For the millions of people who equate the Web with .com, . CO Internet is out to change that mindset.

The Miami company that manages and markets the .co domain is already making impressive gains — more than 1.4 million in 200 countries have hung their businesses, blogs, personal projects or dreams on a .co virtual shingle. Still, that’s just a tiny fraction of industry titan VeriSign’s 105 million .com registrants.

“We want to change the fabric of the Internet,” Juan Diego Calle, founder and CEO of .CO Internet, said during an interview in .CO’s Brickell office. “We can only make that happen not by changing what happened in the last 25 years of the Web, which is owned by .com. We want to change the next 25.”





About 2½ years after the launch of .CO Internet, .co — the country code of Colombia — continues to be one of the fastest-growing Internet domains in the world and grew by 24 percent in 2012. .CO Internet is profitable and is projecting to bring in more than $25 million in revenues this year, the company said. The early success of .CO Internet, with operations in Miami and Colombia, is powered by passion and perseverance.

Calle moved to Miami from Colombia at age 15 with his family. He started several businesses, including one he sold in 2005 providing seed capital for what would come next. “I can’t say I ever sat still.” When he learned Colombia would be commercializing the country's .co domain extension in late 2006, he said it hit him like a lightning bolt.
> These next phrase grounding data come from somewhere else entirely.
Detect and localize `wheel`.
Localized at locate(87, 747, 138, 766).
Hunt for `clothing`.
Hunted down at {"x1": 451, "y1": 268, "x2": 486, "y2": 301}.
With the right strategy and by “marketing the hell out of it,” the entrepreneur believed .co could solve a huge problem in the market — vanishing Internet domain names. If you’ve tried to nab a new .com address lately, you can relate — it’s difficult to find one that hasn’t been snatched up.
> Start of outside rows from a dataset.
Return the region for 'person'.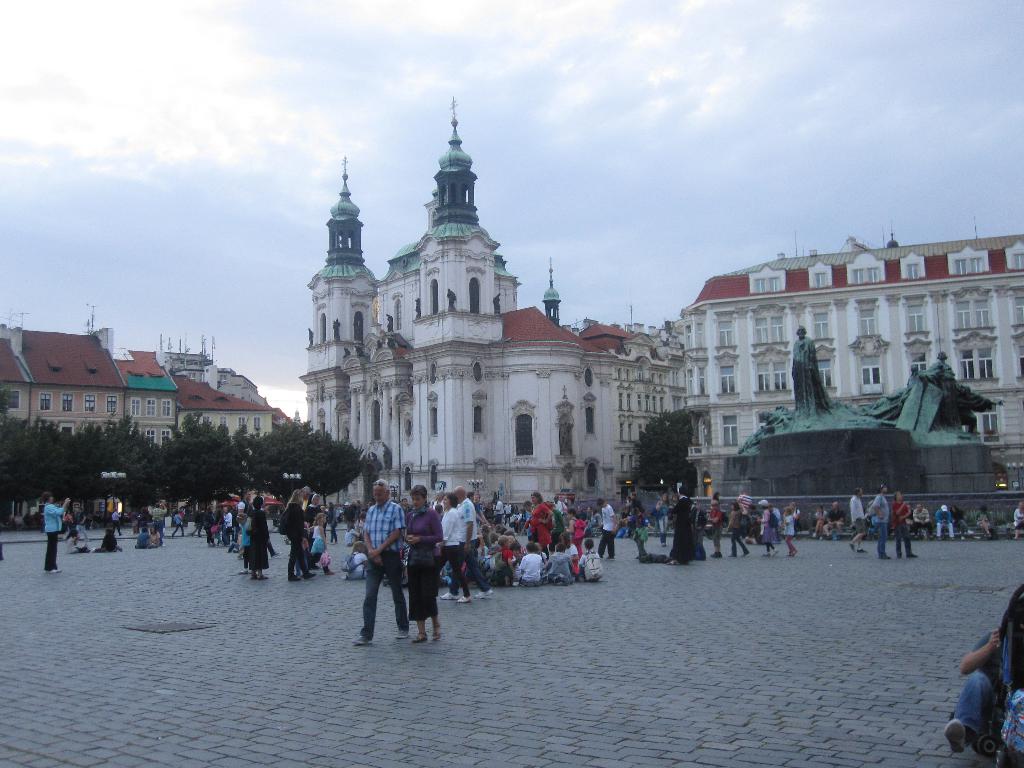
(874,481,890,560).
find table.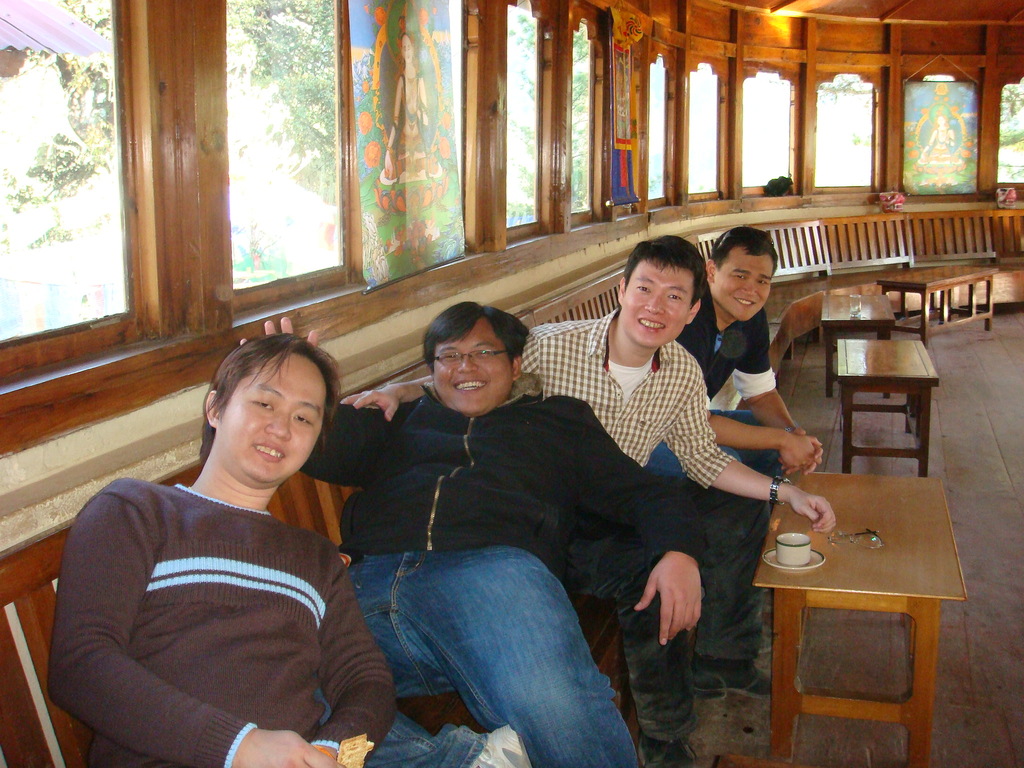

Calle thought that by appealing to the hearts and minds of the entrepreneur, .co could go where .info, .biz, .net or .me had never gone before. But first he needed the right team.

One of this first stops: The Big Apple, to visit Nicolai Bezsonoff, who had been an advisor and shareholder in Calle’s TeRespondo.com, a sort of Ask Jeeves for the Latin American market that was sold to Yahoo in 2005. At the time, Bezsonoff was the director of technology and operations at Citigroup.

“We went out for coffee, he started pitching me on a napkin. I said ‘really dude you want me to leave a big job at Citigroup for this?’ ” said Bezsonoff. “But he kept showing me the numbers … Later, that napkin was on my desk and it was one of those boring days and I kept looking at it and thought maybe I should.” He would become .CO’s chief operating officer.

Lori Anne Wardi, a lawyer and serial entrepreneur who was working at a venture capital firm at the time, became vice president in charge of brand strategy, business development and global communications. “She’s the heart and soul of the company,” said Calle. Eduardo Santoyo, based in Bogota, would become corporate vice president over policy and be the liaison with the Colombian government. “Some would say it was overkill talent but I needed the best. ... When you have a big dream, you have to think big and hire the right people,” Calle said.